- **Task to complete**: Your answer must be exactly the lines from the one containing "Image resolution: width=1497" through the end of the material, both ends included, without pictures.

- **Supplied entries**:
*** Block opens ***

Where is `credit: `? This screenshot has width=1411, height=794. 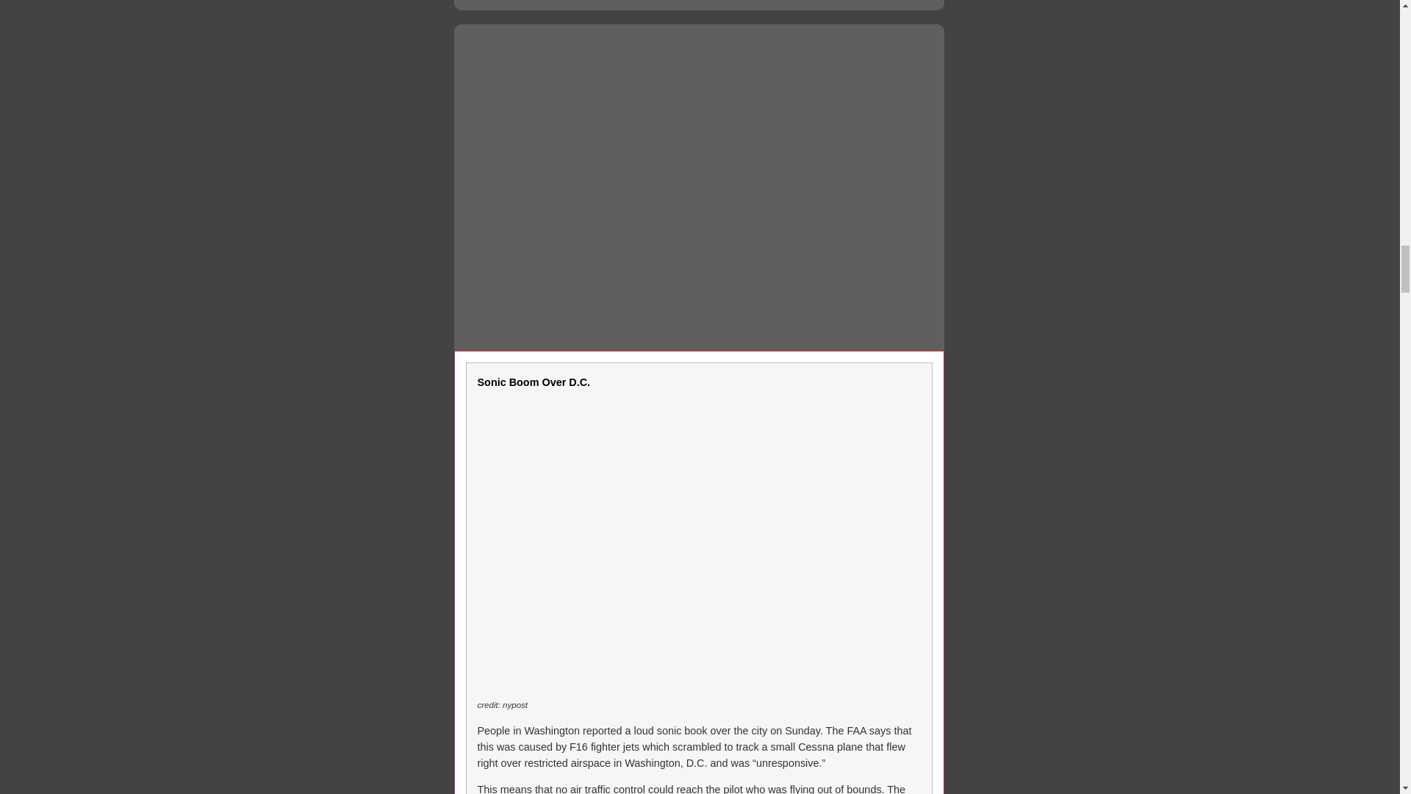 credit:  is located at coordinates (491, 704).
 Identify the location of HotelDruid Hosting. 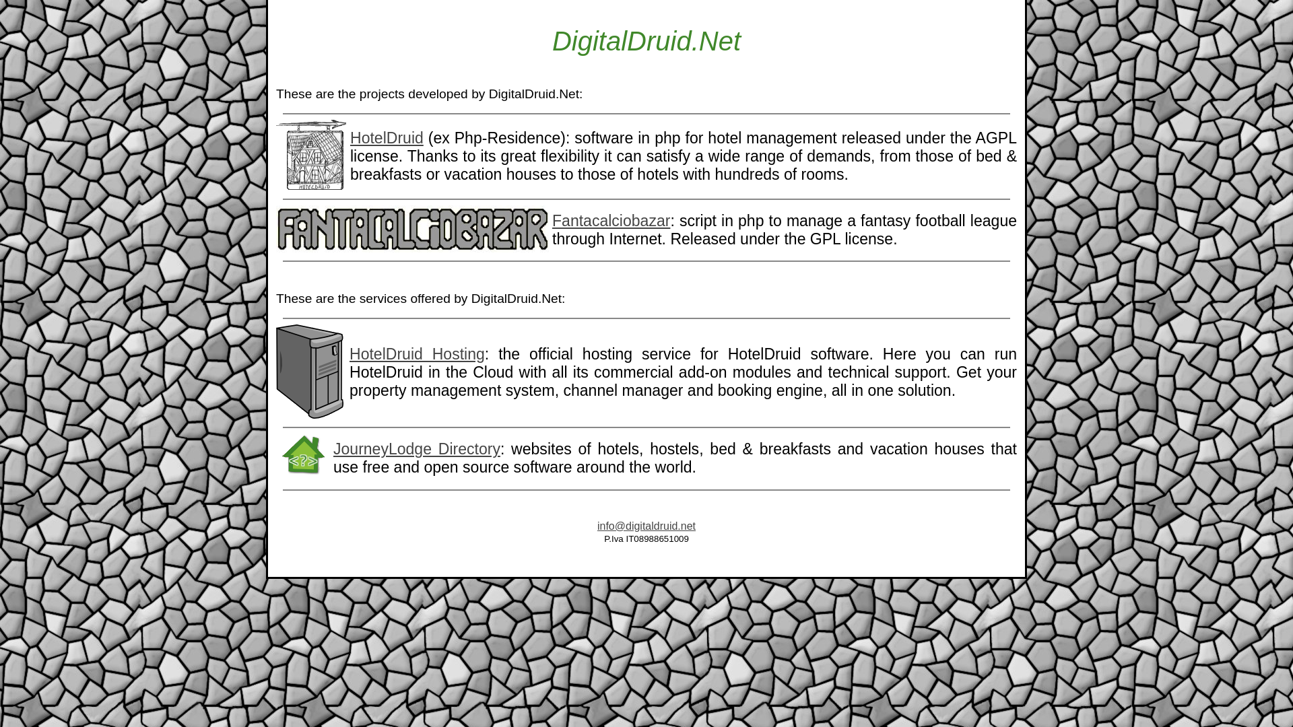
(417, 354).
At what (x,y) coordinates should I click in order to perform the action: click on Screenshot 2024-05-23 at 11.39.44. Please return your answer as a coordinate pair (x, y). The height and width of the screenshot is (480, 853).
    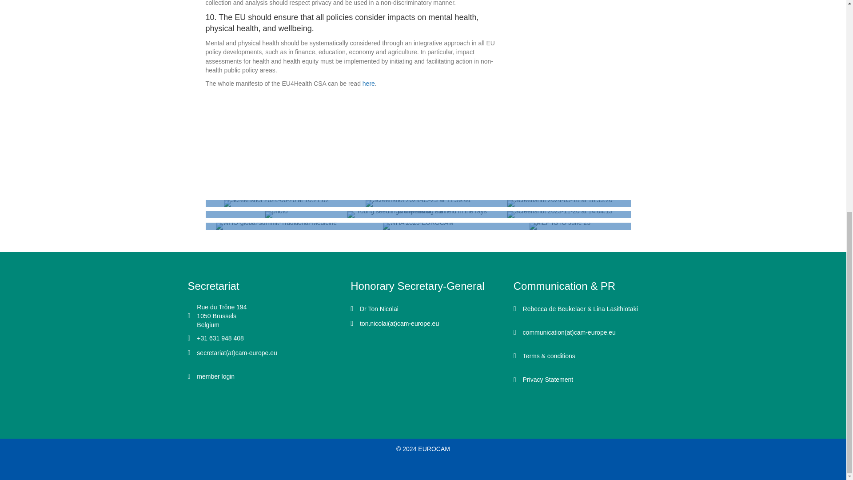
    Looking at the image, I should click on (418, 204).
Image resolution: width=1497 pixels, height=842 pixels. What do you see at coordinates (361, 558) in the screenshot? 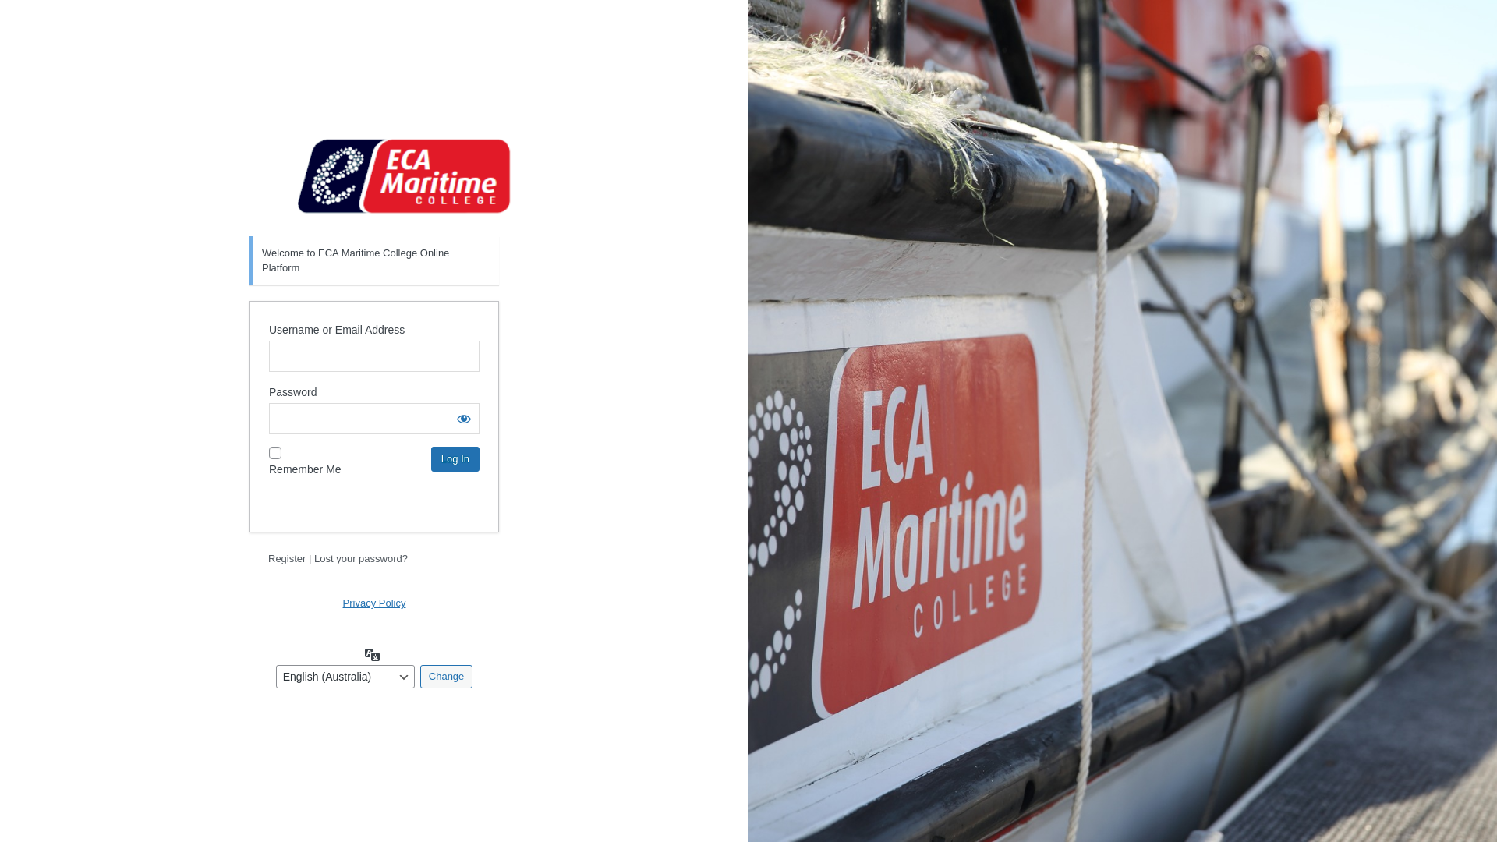
I see `Lost your password?` at bounding box center [361, 558].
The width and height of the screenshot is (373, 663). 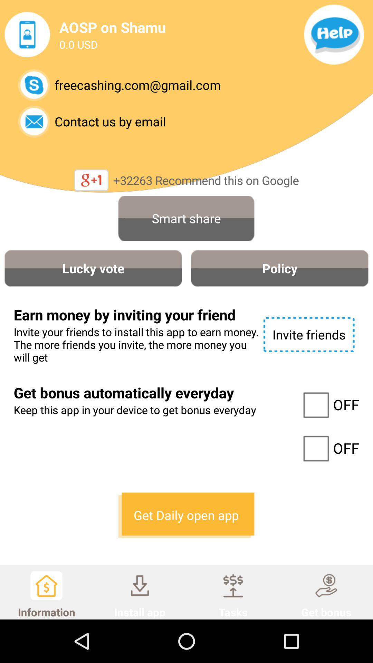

*** Block closes ***

- **Written answer**:
Image resolution: width=1497 pixels, height=842 pixels. What do you see at coordinates (361, 558) in the screenshot? 
I see `Lost your password?` at bounding box center [361, 558].
The width and height of the screenshot is (373, 663). 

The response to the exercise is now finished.